Students stood in front of the city’s three public high schools urging their classmates to join them on the sidewalk. They continued the protest at the board meeting on Monday night. “It should not have come to this,” Roxanna Lopez, 14, told the trustees. “Students out of school protesting in cold weather.”
The protest, which is the second demonstration against the board policy this month, began just before 2 p.m. when students gathered on the steps of Passaic PREP. The students then marched next door to Passaic Academy for Science and Engineering, then three blocks to Passaic High School, as the march grew to about 75 students.
“Walk out! Walk out!” the demonstrators chanted. Many of their classmates stood at windows, offering a thumbs up, but only a handful joined the march.

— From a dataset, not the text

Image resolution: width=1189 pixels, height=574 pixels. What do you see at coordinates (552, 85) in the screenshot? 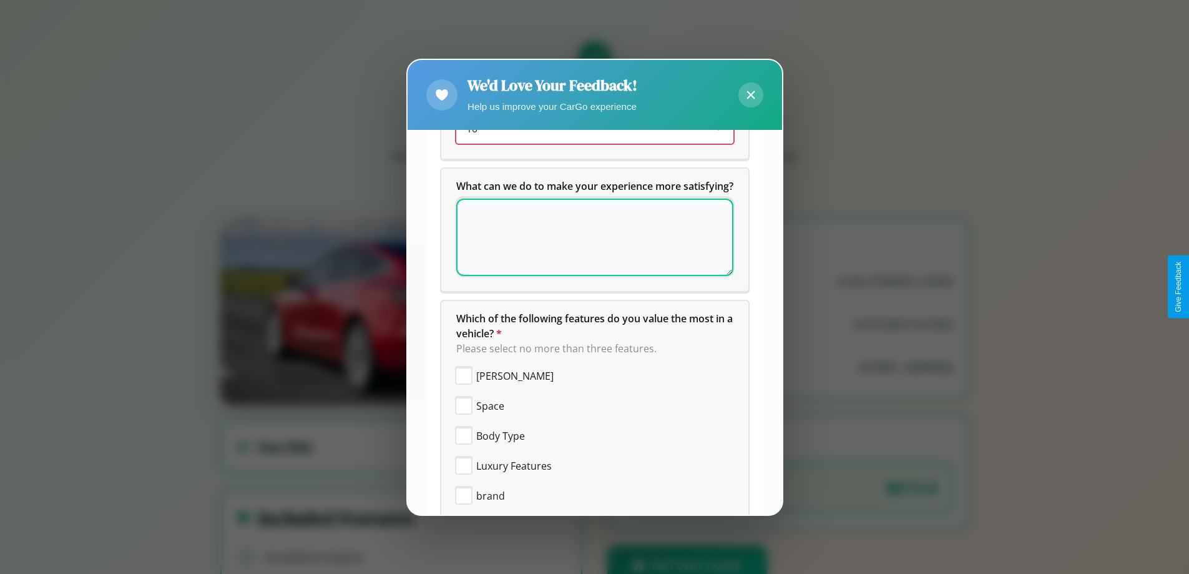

“Raise our flag! Raise our flag!” the students chanted, as Passaic police and school security provided an escort to ensure safety. The demonstrators stayed on the sidewalk as they made their way to City Hall and the board of education building downtown.
“We’re not going to stop until we get what we want,” said Amari Gawthney, who grabbed a bullhorn and led the demonstrators on the march to City Hall. “We put up the flag last year with no problem. Then this new policy came from out of the blue, and they pushed it under the rug, actually.”
Camila Perez, a freshman in Passaic, wore a rainbow flag as she spoke before trustees at a school board meeting last week. Perez argued the blanket ban is “unfair” and “discriminates” against the queer community. “It bothers me, and it bothers the whole community,” Perez said.
The students at the protest called on the school board to rescind the policy and allow them to fly the LGBTQ+ flag in time for Pride Month, just two months from now.
Jaylie Barrett, a senior at Passaic PREP, argued the board “disrespected us as a community” and “won’t tell us why” they changed the policy.
Board President Christina Schratz would not predict the outcome, but would only say that the the board “will continue the conversation about the policy.” She added, “I’m all for seeing what we can do as a district. I am very grateful that they express their concerns. This is the way democracy works.”
Terry A. Hurlbut has been a student of politics, philosophy, and science for more than 35 years. He is a graduate of Yale College and has served as a physician-level laboratory administrator in a 250-bed community hospital. He also is a serious student of the Bible, is conversant in its two primary original languages, and has followed the creation-science movement closely since 1993.